As per McKelvey: "The technical facilities of many Rochester firms attracted a flood of defense contracts exceeding $75 million in total value by the end of August, 1941. . . . Defense contracts brought a surge in employment." 

After the invasion of Pearl Harbor, many Rochesterians joined the military and, according to McKelvey,  "local officials hastily stationed emergency police at several vital points--notably the airport, the reservoirs, and the New York Central Bridge across the Genesee River. Defense industries increased their guards; 400 legionnaires voluntarily manned a series of air-raid posts; both the city and county defense councils engaged full-time staffs and prepared to operate on a war basis. When a hastily announced blackout demonstrated some of the inadequacies of the earlier civilian defense provisions, jittery residents readily backed measures for improvement; some called for an effective roundup of all enemy aliens. . . . With the outbreak of war, the President designated all Japanese, German and Italian nationals as enemy aliens and required them to turn in to the police all cameras, shortwave radio sets, and firearms. . . . The city and county war councils sprang quickly into action." 2600 volunteered for air-raid duty, 500 as auxiliary firemen, 1000 as aircraft-spotters, 1000 as auxiliary police and 400 for a civilian air patrol. The Red Cross were tasked with training nurses for possible emergencies. Volunteers prepared thousands of first aid kits and a blood bank was established. 

Unlike the war-bond drives in World War I that were intermittent, Adams would have recognized the incessant war bond drives of his era. As a citizen, he would have participated in the scrap-metal drives too, though it's not known to what extent school children participated. In 1941, Rochester collected of 20 tons of aluminum; in 1942 the city exceeded 1000 tons. Rubber salvage netted 300 tons. Rochester barbers collected in two months 240,000 used razor blades. Some 200 tons of tin cans were collected. Besides metal and other common scrap, housewives were also asked to salvage fats from its garbage.

According to McKelvey, "It was in the great scrap-metal drive of October [1942] that the community as a whole outdid itself. A skillful newspaper campaign, featuring the achievements of other communities, prepared the way. The Junior Chamber enrolled several hundred volunteer scrap sorters who turned out on five holidays to help speed the metal to hungry foundries. Because of the great number and generous size of the curbstone scrap piles, the scheduled collections, on October 24, was prolonged over a period of several weeks." 

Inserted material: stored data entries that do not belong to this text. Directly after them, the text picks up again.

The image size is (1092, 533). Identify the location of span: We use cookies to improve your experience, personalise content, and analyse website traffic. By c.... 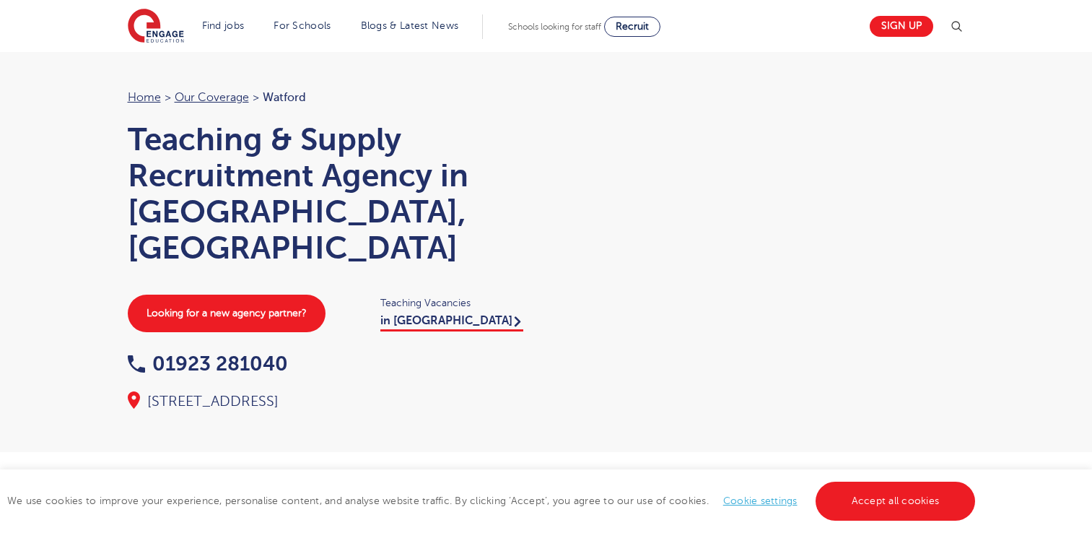
(493, 500).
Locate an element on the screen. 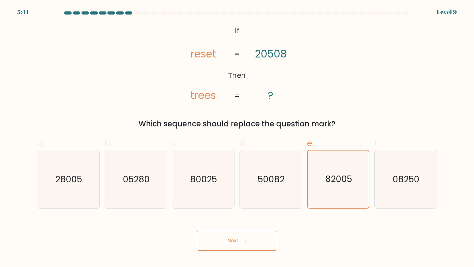  text: 28005 is located at coordinates (69, 179).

Rationing was another effect of the war. Sales of tires and sugar were limited, as were the sale of meat, shoes, new cars, typewriters, bicycles and other scarce items. Ration books were distributed, and hundreds of teachers and volunteers scrutinized more than a half a million applicants for coffee, gasoline, building materials and other items. Because of gas rationing, bus traffic became more common as a form of transportation.

Thanksgiving and Christmas/New Year's celebrations were observed quietly at home, McKelvey writes, due to the continuing war effort and out of respect to returning servicemen.

Nine blackout tests took place in 1943.

The summer of 1944 attracted high-school students and teachers to help with harvest as labor for the war effort was siphoning off all able-bodied men, women and even POWs.

Even despite 7000 of its employees working for the war effort, Eastman Kodak expanded its operation during the war. By December, 1944 it employed 29,000 workers.

Red Cross and Community Chest drives were also successful in raising funds and collecting used clothing for war relief.

A victory-garden program enrolled 30,000 volunteer gardeners in 1943 and 1944 to alleviate any food shortages.

The Rochester park system, one of America's best, was maintained at full capacity during the war, even with a budget austerity in place, as seen in other city programs.

A severe snow storm, the worst in 40 years, took place on December 11-12, 1944.
Another winter storm paralyzed the city on Nov 29, 1945.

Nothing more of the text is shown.